Mike Bayne

bayne_3
North of Princess #2 2006 Oil on Panel 6" x 4"

bayne_4
Yellow Car 2006 Oil on Panel 6" x 4"

bayne_8
untitled #8 2006 Oil on Panel 6" x 4"

bayne_1
North of Princess 2006 Oil on Panel 12" x 8"

bayne_5
Mimico 2006 Oil on Panel 16" x 22"

bayne_6
untitled #1 2006 Oil on Panel 8" x 12"

- L.M. 4-16-2007 4:45 am

i love this guys work, and want to own several, totally connects to my photographic practice, and to my favourite sask. artist:

http://www.equinoxgallery.com/artists_index.asp?artist_type=1&artist_id=20
- anonymous (guest) 4-16-2007 10:43 pm


Those are the first paintings that I've seen in years that made me really wish that I had done them. (I admire a wide range of painting practises, but I rarely envy the process)

Nice little interview here with Mike Bayne.

The Thauberger paintings don't work for me in the same way that Bayne's work does. For me, Bayne turns his incredible technical facility into something very mysterious. I don't know how he does it. (the mystery not the technique)

That said, I'm not dismissive of Thauberger at all, I'd like to see the work for real. (I've passed that amazing wood domed church a zillion times. Doesn't Rama have two of them run by congregations that are mortal enemies?)


- L.M. 4-16-2007 11:00 pm


If you scroll down a bit, my beloved Artfag (who I imagine looks exactly like Zorro) wrote a good review on Bayne's 2004 show at Katharine Mulherin Gallery.
- L.M. 4-16-2007 11:10 pm


As jpegs the Baynes look like photos (only the 3rd from the top might be a painting), at least on my laptop, so I can't judge them as paintings (not that I would presume to do so anyway). It seems their subject is photography and its characteristic light, mood and "vibe" as much as any geographic place.
- tom moody 4-16-2007 11:16 pm


What's strange is that the real paintings look like jpegs. (and yet the word "realism" doesn't come to mind whenever I see them)
- L.M. 4-16-2007 11:30 pm


seeing thauburger in person is required, because they have this really odd sheen, thats almost camp. i like how that this was one of the few photorealists ive seen that didnt make me want to say, just take a photo and get over with it
- anthony (guest) 4-17-2007 10:37 pm


My impression at the exhibition at K Mulherin was that the paintings with dimensions of 6"x4", ie snapshot dimensions read like snapshots. All the signifiers were photog. As soon as the painting dimensions exceeded that scale they grew lossy, if that can be said about painting... None of the painterly "sheen" Anthony mentions. As I recall that show was accompanied by a statement as long as your arm.
- J@simpleposie (guest) 4-18-2007 1:44 am


I found the 6"x4" paintings the most interesting as well.

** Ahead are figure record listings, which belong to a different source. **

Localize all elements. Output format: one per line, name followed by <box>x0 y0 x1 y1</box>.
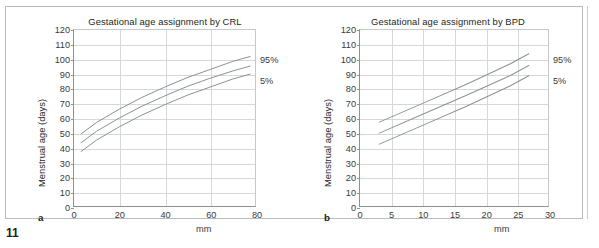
x-axis-unit-bpd: mm <box>494 224 509 234</box>
y-axis-label-bpd: Menstrual age (days) <box>322 99 333 187</box>
y-axis-tick-mark <box>71 60 74 61</box>
x-axis-tick-label: 0 <box>71 210 76 220</box>
series-label-95-bpd: 95% <box>553 55 571 65</box>
y-axis-tick-label: 60 <box>346 114 356 124</box>
y-axis-tick-label: 30 <box>60 159 70 169</box>
y-axis-tick-mark <box>71 149 74 150</box>
x-axis-tick-label: 0 <box>357 210 362 220</box>
chart-panel-bpd: Gestational age assignment by BPD 010203… <box>298 7 584 220</box>
y-axis-tick-mark <box>71 119 74 120</box>
y-axis-tick-mark <box>71 104 74 105</box>
y-axis-tick-label: 100 <box>341 55 356 65</box>
y-axis-tick-mark <box>71 164 74 165</box>
x-axis-tick-label: 10 <box>418 210 428 220</box>
figure-frame: Gestational age assignment by CRL 010203… <box>5 6 583 219</box>
chart-panel-crl: Gestational age assignment by CRL 010203… <box>6 7 298 220</box>
y-axis-tick-label: 70 <box>346 99 356 109</box>
y-axis-tick-mark <box>357 193 360 194</box>
y-axis-tick-label: 50 <box>346 129 356 139</box>
y-axis-tick-label: 0 <box>351 203 356 213</box>
y-axis-label-crl: Menstrual age (days) <box>36 99 47 187</box>
x-axis-tick-label: 40 <box>160 210 170 220</box>
y-axis-tick-mark <box>357 60 360 61</box>
series-label-95-crl: 95% <box>260 55 278 65</box>
figure-frame-edge <box>587 6 593 219</box>
plot-area-crl: 0102030405060708090100110120020406080 <box>73 29 256 207</box>
x-axis-tick-label: 20 <box>115 210 125 220</box>
curve-5-crl <box>81 74 251 152</box>
y-axis-tick-label: 100 <box>55 55 70 65</box>
y-axis-tick-mark <box>71 178 74 179</box>
y-axis-tick-mark <box>71 89 74 90</box>
x-axis-unit-crl: mm <box>196 224 211 234</box>
y-axis-tick-label: 40 <box>346 144 356 154</box>
y-axis-tick-mark <box>357 45 360 46</box>
y-axis-tick-label: 120 <box>55 25 70 35</box>
page-number: 11 <box>6 226 19 240</box>
y-axis-tick-mark <box>71 134 74 135</box>
y-axis-tick-mark <box>357 104 360 105</box>
y-axis-tick-mark <box>71 193 74 194</box>
curve-svg-crl <box>74 30 255 206</box>
y-axis-tick-label: 10 <box>346 188 356 198</box>
y-axis-tick-label: 80 <box>60 84 70 94</box>
y-axis-tick-label: 10 <box>60 188 70 198</box>
y-axis-tick-label: 50 <box>60 129 70 139</box>
x-axis-tick-label: 25 <box>513 210 523 220</box>
y-axis-tick-label: 80 <box>346 84 356 94</box>
x-axis-tick-label: 60 <box>206 210 216 220</box>
y-axis-tick-mark <box>357 149 360 150</box>
figure-page: Gestational age assignment by CRL 010203… <box>0 0 599 248</box>
y-axis-tick-label: 0 <box>65 203 70 213</box>
x-axis-tick-label: 30 <box>545 210 555 220</box>
y-axis-tick-label: 110 <box>55 40 70 50</box>
curves-bpd <box>360 30 548 206</box>
panel-letter-b: b <box>324 212 330 223</box>
y-axis-tick-mark <box>71 75 74 76</box>
y-axis-tick-label: 20 <box>346 173 356 183</box>
y-axis-tick-mark <box>357 119 360 120</box>
y-axis-tick-label: 40 <box>60 144 70 154</box>
y-axis-tick-mark <box>357 178 360 179</box>
y-axis-tick-mark <box>357 164 360 165</box>
y-axis-tick-label: 90 <box>346 70 356 80</box>
curve-5-bpd <box>379 75 529 144</box>
y-axis-tick-mark <box>357 30 360 31</box>
y-axis-tick-mark <box>357 208 360 209</box>
curve-svg-bpd <box>360 30 548 206</box>
y-axis-tick-label: 120 <box>341 25 356 35</box>
x-axis-tick-label: 20 <box>482 210 492 220</box>
x-axis-tick-label: 80 <box>252 210 262 220</box>
y-axis-tick-label: 110 <box>341 40 356 50</box>
y-axis-tick-mark <box>71 30 74 31</box>
y-axis-tick-label: 30 <box>346 159 356 169</box>
y-axis-tick-mark <box>71 45 74 46</box>
curves-crl <box>74 30 255 206</box>
chart-title-crl: Gestational age assignment by CRL <box>6 16 298 27</box>
y-axis-tick-label: 90 <box>60 70 70 80</box>
x-axis-tick-label: 5 <box>389 210 394 220</box>
y-axis-tick-label: 20 <box>60 173 70 183</box>
panel-letter-a: a <box>38 212 43 223</box>
y-axis-tick-label: 70 <box>60 99 70 109</box>
y-axis-tick-mark <box>357 89 360 90</box>
y-axis-tick-label: 60 <box>60 114 70 124</box>
y-axis-tick-mark <box>357 134 360 135</box>
plot-area-bpd: 0102030405060708090100110120051015202530 <box>359 29 549 207</box>
series-label-5-bpd: 5% <box>553 76 566 86</box>
x-axis-tick-label: 15 <box>450 210 460 220</box>
curve-50-bpd <box>379 65 529 133</box>
y-axis-tick-mark <box>71 208 74 209</box>
series-label-5-crl: 5% <box>260 76 273 86</box>
y-axis-tick-mark <box>357 75 360 76</box>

I like how juicy and dear they are, but I'm not drawn in much beyond that.
- sally mckay 4-18-2007 2:14 am


I did get an interesting email from someone (you know who you are!) making connections between Bayne and Chris Gergley, as well as Graeme Patterson. I would LOVE to see Patterson's work in real life. Animatronic dioramas do it for me everytime.
- sally mckay 4-18-2007 2:21 am


I agree with you, Ms. j@simpleposie, the 6x4 paintings were the most interesting to me. Artfag's review, linked to earlier, criticised him for such a long painful artist statement. But live and learn, soon no one will remember that.


- L.M. 4-18-2007 4:39 am


About ten years ago in a gallery on Queen West I saw a show of Chris Gergley's photographs of back-street Regina, and these painting remind me of them. I see a combination of love and sadness in them both (love without gush, sadness without bathos). The Gergley photos on Sal's link aren't like the ones from the show, with the exception of the garage.

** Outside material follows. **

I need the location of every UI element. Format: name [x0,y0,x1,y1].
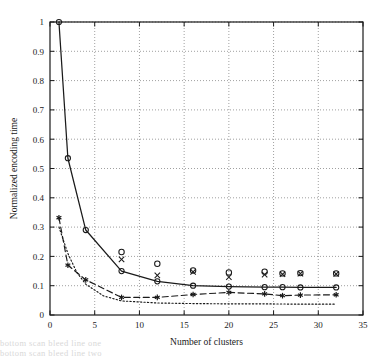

That prairie melancholy is also in the Graeme Patterson "Woodrow" show that I saw in Halifax a couple of months ago. It's an homage to his grandfather's life, but prairie life as we know it is threatened, too (the grain elevators are becoming obsolete, the little towns are dying). That show's gonna travel, so watch for it. There's a puckish energy mixed with the melancholy.

When I was growing up in Toronto in the 50's, we went to Mimico occasionally to see movies, and it already had that marginalized remembrance-of-things-past cast to it.

I really like Thauberger, but I wouldn't put him in the same bucket as these ones. The "almost camp" thing that Anthony mentions makes a huge difference.